2. Ancestry.com. Surrey, England, Electoral Registers, 1832-1945 [database on-line]. Provo, UT, USA: Ancestry.com Operations, Inc., 2013.
Original data: Surrey Electoral Registers. Surrey History Centre, Woking, Surrey, England.

3. Source: Mitcham Histories 12 : Church Street and Whitford Lane, page 108
NB: Montague has the spelling Thrushcroft for his house instead of Thrushcross as in the electoral registers etc.

4. Mitcham and Tooting Advertiser, 29th March 1943 page 1

King George VI Avenue

After the abdication of Edward the eighth, Albert Frederick Arthur George became King George VI on 11th December 1936.

His wife, the then Duchess of York, proposed a nationwide tree planting as a permanent memorial of the coronation.

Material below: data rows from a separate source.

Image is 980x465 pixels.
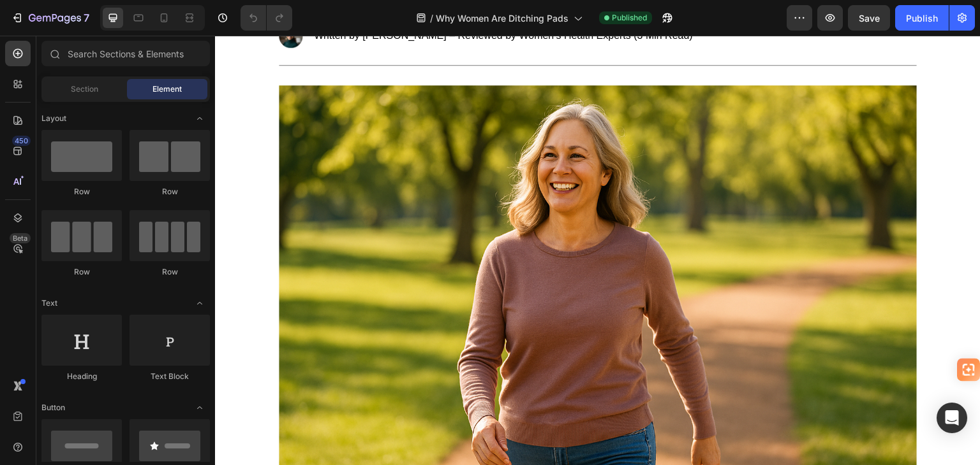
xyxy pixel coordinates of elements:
button: 7 [5,5,95,30]
span: Layout [41,113,66,125]
span: Toggle open [189,293,210,313]
p: 7 [83,10,90,26]
span: Section [71,83,98,95]
div: Row [41,186,122,198]
input: Search Sections & Elements [41,41,210,66]
div: 450 [12,136,30,146]
span: / [430,12,433,25]
span: Toggle open [189,108,210,129]
div: Row [129,186,210,198]
span: Text [41,298,58,309]
span: Why Women Are Ditching Pads [436,12,568,25]
div: Heading [41,371,122,382]
div: Open Intercom Messenger [936,403,967,433]
span: Button [41,402,65,414]
div: Text Block [129,371,210,382]
div: Row [41,266,122,278]
div: Undo/Redo [240,5,292,30]
button: Save [847,5,890,30]
button: Publish [895,5,948,30]
div: Publish [906,12,938,25]
span: Save [858,12,879,23]
div: Beta [9,233,30,243]
span: Toggle open [189,397,210,418]
div: Row [129,266,210,278]
iframe: Design area [215,36,980,465]
span: Element [153,83,182,95]
span: Published [611,12,646,23]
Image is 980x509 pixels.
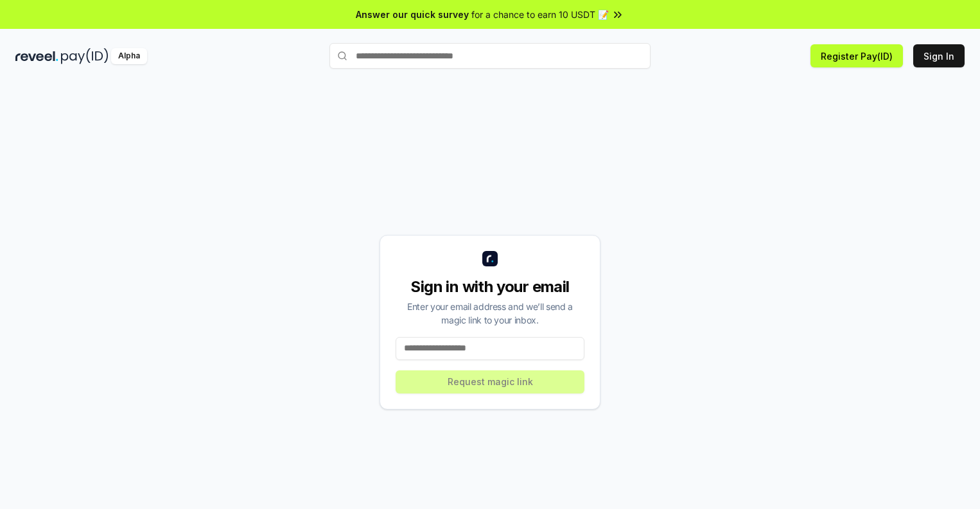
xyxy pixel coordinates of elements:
div: Enter your email address and we’ll send a magic link to your inbox. [395,300,584,327]
img: logo_small [482,251,497,267]
div: Sign in with your email [395,277,584,298]
img: pay_id [61,48,109,64]
span: for a chance to earn 10 USDT 📝 [471,8,609,21]
img: reveel_dark [15,48,59,64]
span: Answer our quick survey [355,8,469,21]
button: Sign In [913,44,964,67]
div: Alpha [111,48,147,64]
button: Register Pay(ID) [810,44,903,67]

King George VI Avenue, on Cranmer Green, was created with the planting of 36 tulip trees and 36 purple-leaved plum trees. The number 36 was chosen to represent the year, 1936, of his becoming king, although his coronation was not until the following year, on 12th May, 1937.

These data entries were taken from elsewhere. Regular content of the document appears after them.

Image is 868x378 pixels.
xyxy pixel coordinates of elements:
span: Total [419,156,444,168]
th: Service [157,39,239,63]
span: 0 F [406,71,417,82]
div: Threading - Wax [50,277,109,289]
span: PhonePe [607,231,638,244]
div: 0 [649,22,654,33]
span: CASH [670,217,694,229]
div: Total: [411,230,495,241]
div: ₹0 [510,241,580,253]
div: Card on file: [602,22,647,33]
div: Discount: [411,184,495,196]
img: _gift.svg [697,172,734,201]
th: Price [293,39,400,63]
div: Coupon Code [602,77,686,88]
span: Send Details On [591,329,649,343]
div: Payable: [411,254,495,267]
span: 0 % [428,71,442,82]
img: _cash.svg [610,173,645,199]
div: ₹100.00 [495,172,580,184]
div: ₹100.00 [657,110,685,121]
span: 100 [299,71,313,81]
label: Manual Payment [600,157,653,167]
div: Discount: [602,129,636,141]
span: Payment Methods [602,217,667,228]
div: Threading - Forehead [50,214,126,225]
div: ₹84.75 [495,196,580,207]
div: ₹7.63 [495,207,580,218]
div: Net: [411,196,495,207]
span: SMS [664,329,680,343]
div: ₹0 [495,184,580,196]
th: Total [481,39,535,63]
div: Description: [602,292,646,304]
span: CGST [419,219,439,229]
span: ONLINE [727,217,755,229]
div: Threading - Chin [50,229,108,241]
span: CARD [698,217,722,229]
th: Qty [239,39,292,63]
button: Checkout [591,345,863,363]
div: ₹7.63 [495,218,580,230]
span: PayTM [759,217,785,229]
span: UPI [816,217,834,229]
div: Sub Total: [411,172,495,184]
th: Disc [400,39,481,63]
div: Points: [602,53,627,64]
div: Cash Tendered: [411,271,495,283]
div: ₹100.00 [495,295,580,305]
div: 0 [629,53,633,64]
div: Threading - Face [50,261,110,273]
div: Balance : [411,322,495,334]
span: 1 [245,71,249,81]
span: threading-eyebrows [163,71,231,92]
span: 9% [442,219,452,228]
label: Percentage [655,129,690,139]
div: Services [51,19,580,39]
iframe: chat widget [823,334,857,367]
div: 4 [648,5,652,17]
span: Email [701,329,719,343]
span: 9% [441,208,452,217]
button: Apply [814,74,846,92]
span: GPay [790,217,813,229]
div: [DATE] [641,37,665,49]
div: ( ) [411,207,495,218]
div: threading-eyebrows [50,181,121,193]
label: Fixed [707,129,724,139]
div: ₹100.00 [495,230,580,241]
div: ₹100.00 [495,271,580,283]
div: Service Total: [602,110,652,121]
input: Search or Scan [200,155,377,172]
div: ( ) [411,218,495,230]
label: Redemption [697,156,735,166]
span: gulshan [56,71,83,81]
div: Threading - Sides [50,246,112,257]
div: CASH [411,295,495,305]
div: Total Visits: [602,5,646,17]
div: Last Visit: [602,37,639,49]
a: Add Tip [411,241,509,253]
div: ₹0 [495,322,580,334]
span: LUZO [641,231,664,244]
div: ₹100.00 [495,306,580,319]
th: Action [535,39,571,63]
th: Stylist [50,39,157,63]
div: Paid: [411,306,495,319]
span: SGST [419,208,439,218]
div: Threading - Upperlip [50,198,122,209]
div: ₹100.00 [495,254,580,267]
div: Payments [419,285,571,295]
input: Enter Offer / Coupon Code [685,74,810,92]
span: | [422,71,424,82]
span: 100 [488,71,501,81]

On 29th December, 1936, the Town Clerk reported that he had attended a meeting of the Coronation Planting Committee with the mayor and the then Duchess of York about adopting some scheme of tree planting as a permanent memorial of the coronation, and that since then the Borough Council had been approached by resident Mr Athel R. Harwood, who had offered to contribute to any scheme of planting that the Council might think to adopt.

The Council then resolved that an avenue of trees be planted from the Blue House Bridge to the gates of the Wilson Hospital, and for other plantations of suitable trees to be arranged in the land between the avenue and the line of the Southern Railway.

On 7th April 1937 the Town Clerk report that Messrs. John Waterers, Son and Crisp, Ltd. of Bagshot, were carrying out the scheme in accordance with the arrangements approved by Mr A. R. Harwood, who contributed £50 (£3,100 in 2015) towards the cost.

looking south with avenue on left

looking south with avenue on left

looking north with avenue on the right

looking north with avenue on the right

The line taken by the road was that of the drive that approached the entrance of Cranmer House, shown as ‘Cranmer’ in this 1910 map. According to Eric Montague in his “Mitcham Histories : 11 The Cranmers, The Canons and Park Place“, page 4, this drive was originally lined with tall elm trees.

1950 Cranmer Green

1950 Cranmer Green

From the Royal Record of the tree planting:

An avenue of 36 purple-leaved plum (Prunus Pissardii) and 36 tulip trees (Liriodendron Tulipifera), with individual trees and clumps consisting of 11 purple Norway maple (Acer platanoides Schwedleri), 11 silver birch (Betula verrucosa), 1 copper beech (Fagus sylvatica cuprea), 1 weeping ash (Fraxinus excelsior pendula), 3 purple sycamore (Acer purpureum), 4 red-twigged lime (Tilia platyphyllos corallina), 7 red horsechestnut (Aesculus carnea), 3 beech (Fagus sylvatica), 6 lime (Tilia euchlora), 3 Norway maple (Acer platanoides), 1 Turkey oak (Quercus Cerris), 3 golden sycamore (Acer Pseudoplatanus Worlei), 1 scarlet oak (Quercus coccinea), 3 maple (Acer platanoides Drummondi), 12 white elm (Ulmis americana), 11 willow (Salix vitellina britzensis), 3 willow (Salix vitellina), 2 cherry (Prunus Sargentii), 7 cherry in variety, 7 willow (Salix babylonica ramulis aureis); planted by the Borough Council.


Maps are reproduced with the permission of the National Library of Scotland.